Thursday, March 15, 2018

Chess: Son-in-law and Me.

by Angela K. Durden
Citizen JournalistBusiness writer, novelist, songwriter, and Technology inventor protecting creator's copyrights. 

This is an actual screenshot of me winning at an online game of chess.
I am white. The win came as a happy surprise to me.
I don't have many chess stories, but the one's I do have are doozies. You can read about one of those stories in the December 26, 2017, column on this site entitled "Chess: Perpetual Student, Old Boy, and Me."

This one today involves my now-ex Son-in-Law (SIL) when he wasn't ex. I wanted to learn and play chess. He did, too. They lived down the block. So, I bought a chess set. Many happy evenings transpired in which our spouses, that is to say my husband and daughter, watched TV in the living room as we sat at the kitchen table learning the game.

Oh, it was fun. I recalled the conversation I'd had with Perpetual Student and all that he'd taught me and all that he wished Old Boy would never learn, namely: Chess is a mind f*ck.

And since Son-in-Law's mind was so easy to screw with, of course the game was much more fun for me than for him.

You see, he was serious about it. He would be better than Mother-in-Law (MIL). He. Would. Beat. HER!

Frankly, and truth be told, neither of us are very good at it. We're equally matched in chess skills. He won 49.5 percent of the games and I won the rest. For the most part, 98.25 of those games were not too-too exciting.

But the other 1.75 percent is where the mind games blossomed. In those is where I really got to mess with his mind. For instance, here's one story:

So, there was SIL, chasing MIL around the board and somehow or another, MIL managed to continue to avoid SIL even though SIL massively outgunned MIL. Technically you could have called the game a draw, but SIL would not let that happen. He. Would. Beat. MIL!

"MIL! Give up. You know you've lost."

"Clearly, SIL, you can see I have not lost, but it is you who have no more options. You're out of opportunity to..."

"I am not. You are, MIL."
"Nope, SIL."
"Yes! Give up, MIL."
"Never! Not me, SIL."

And so on for at least ten minutes during which time — I am confident memory serves me accurately — I laughed cruelly at SIL and continued to taunt him on the board and with verbal thrusts aimed at his manhood until he stood up, laid down his piece on the board, threw his hands up in the air, and cried out, "You win. I can't take it anymore."

I said, "Are you conceding I've won?"

"Yes! Yes! Damn you! I'm never playing with you again. Aaargh!"

And we never played again. Mostly because of the divorces that followed, but I didn't miss the game because truthfully I don't like it. It's boring because it is so rule bound and relies on its own mystique to keep people coming back for more.

The mystique is that it is war. And that, if you are good at strategy on the chess board, then somehow you are good at strategy on the battlefield.

Well chess isn't war and the board isn't the battlefield.
Ideology and practicality are two different things.

Then again, if you can convince the enemy they've lost, then you will win. So maybe chess is war after all.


■ **Exercise details**
Return all the lines below in which the string "What" appears.

■ **Records from a collection of figures**
::::::

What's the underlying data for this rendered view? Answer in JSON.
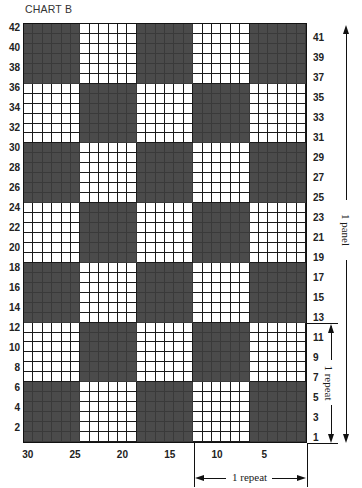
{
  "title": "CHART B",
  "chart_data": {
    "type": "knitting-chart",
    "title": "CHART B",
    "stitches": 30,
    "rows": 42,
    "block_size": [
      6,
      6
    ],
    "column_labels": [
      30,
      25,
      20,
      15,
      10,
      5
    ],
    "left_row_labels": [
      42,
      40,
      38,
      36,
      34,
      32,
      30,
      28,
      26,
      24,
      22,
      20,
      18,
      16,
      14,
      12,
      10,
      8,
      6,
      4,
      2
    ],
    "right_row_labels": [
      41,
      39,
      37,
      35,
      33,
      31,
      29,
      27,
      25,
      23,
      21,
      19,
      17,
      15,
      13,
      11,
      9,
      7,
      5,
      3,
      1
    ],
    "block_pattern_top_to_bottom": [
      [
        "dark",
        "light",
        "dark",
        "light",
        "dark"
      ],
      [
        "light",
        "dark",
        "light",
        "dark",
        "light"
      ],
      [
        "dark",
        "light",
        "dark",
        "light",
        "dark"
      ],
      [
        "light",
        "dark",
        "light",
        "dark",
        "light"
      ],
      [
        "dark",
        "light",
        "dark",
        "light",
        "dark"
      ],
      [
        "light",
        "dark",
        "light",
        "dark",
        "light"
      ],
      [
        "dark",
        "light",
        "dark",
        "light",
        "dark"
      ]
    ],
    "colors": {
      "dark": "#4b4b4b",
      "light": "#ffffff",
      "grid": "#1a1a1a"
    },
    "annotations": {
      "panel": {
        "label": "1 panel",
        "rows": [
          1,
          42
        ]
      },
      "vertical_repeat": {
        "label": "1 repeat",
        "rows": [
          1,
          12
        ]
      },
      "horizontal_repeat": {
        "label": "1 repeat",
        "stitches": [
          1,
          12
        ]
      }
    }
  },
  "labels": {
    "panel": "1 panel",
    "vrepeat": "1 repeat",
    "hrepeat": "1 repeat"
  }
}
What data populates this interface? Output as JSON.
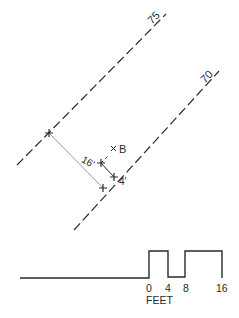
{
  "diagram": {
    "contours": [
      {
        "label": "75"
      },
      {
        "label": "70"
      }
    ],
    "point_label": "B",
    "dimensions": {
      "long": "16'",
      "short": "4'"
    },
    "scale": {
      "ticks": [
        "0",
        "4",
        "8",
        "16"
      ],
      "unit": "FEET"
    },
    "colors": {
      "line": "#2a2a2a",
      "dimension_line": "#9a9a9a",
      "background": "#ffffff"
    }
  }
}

::::::

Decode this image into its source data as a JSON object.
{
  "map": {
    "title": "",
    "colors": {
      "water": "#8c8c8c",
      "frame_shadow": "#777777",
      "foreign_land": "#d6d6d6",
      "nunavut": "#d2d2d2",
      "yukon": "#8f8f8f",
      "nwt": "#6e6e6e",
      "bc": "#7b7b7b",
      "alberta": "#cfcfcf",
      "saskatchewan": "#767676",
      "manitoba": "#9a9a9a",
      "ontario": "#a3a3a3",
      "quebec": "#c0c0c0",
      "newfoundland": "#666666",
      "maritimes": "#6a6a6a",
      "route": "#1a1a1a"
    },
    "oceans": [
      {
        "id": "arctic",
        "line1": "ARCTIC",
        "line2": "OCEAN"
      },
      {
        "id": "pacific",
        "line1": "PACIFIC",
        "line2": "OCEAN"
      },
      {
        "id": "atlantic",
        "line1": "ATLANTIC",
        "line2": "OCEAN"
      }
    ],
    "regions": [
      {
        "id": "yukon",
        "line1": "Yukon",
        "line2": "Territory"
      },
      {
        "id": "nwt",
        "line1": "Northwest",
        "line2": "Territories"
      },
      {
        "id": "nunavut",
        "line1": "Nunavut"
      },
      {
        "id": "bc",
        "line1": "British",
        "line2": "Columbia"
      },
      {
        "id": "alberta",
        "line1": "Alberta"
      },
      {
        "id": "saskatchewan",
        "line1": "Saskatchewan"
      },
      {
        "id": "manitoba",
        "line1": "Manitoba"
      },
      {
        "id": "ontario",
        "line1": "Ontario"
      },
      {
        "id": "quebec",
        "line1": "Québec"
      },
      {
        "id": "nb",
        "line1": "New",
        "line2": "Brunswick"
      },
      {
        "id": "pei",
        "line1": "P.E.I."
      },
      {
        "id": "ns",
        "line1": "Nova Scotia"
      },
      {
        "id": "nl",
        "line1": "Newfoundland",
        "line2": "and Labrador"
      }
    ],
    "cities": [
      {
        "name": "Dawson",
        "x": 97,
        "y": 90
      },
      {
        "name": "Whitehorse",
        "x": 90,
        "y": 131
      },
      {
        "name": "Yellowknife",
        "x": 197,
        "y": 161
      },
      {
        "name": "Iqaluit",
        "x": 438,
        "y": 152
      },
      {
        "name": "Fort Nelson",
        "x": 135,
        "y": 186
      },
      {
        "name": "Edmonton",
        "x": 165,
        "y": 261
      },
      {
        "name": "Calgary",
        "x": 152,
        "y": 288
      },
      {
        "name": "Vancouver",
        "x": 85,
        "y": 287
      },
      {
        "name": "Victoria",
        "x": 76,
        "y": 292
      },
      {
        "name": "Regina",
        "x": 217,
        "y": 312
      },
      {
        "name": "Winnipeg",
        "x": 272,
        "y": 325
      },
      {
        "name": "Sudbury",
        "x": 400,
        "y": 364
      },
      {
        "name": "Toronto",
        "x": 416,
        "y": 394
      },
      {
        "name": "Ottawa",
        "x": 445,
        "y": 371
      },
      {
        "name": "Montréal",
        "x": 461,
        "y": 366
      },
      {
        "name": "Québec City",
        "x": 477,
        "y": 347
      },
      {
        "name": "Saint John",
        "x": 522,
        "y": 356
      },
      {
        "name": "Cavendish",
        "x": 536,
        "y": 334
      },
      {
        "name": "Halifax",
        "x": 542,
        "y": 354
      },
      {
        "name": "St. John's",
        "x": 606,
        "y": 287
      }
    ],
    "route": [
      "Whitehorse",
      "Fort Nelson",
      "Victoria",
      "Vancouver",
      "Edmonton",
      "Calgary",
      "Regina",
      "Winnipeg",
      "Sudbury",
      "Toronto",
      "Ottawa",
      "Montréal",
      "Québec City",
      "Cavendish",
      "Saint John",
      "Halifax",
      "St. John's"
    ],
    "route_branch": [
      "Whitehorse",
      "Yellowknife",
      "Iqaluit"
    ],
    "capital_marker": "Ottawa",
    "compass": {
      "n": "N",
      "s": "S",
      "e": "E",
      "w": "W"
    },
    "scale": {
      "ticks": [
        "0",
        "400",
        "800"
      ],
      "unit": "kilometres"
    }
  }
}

::::::

■ **Task response**
What's the underlying data for this rendered view? Answer in JSON.
What data populates this interface? Output as JSON.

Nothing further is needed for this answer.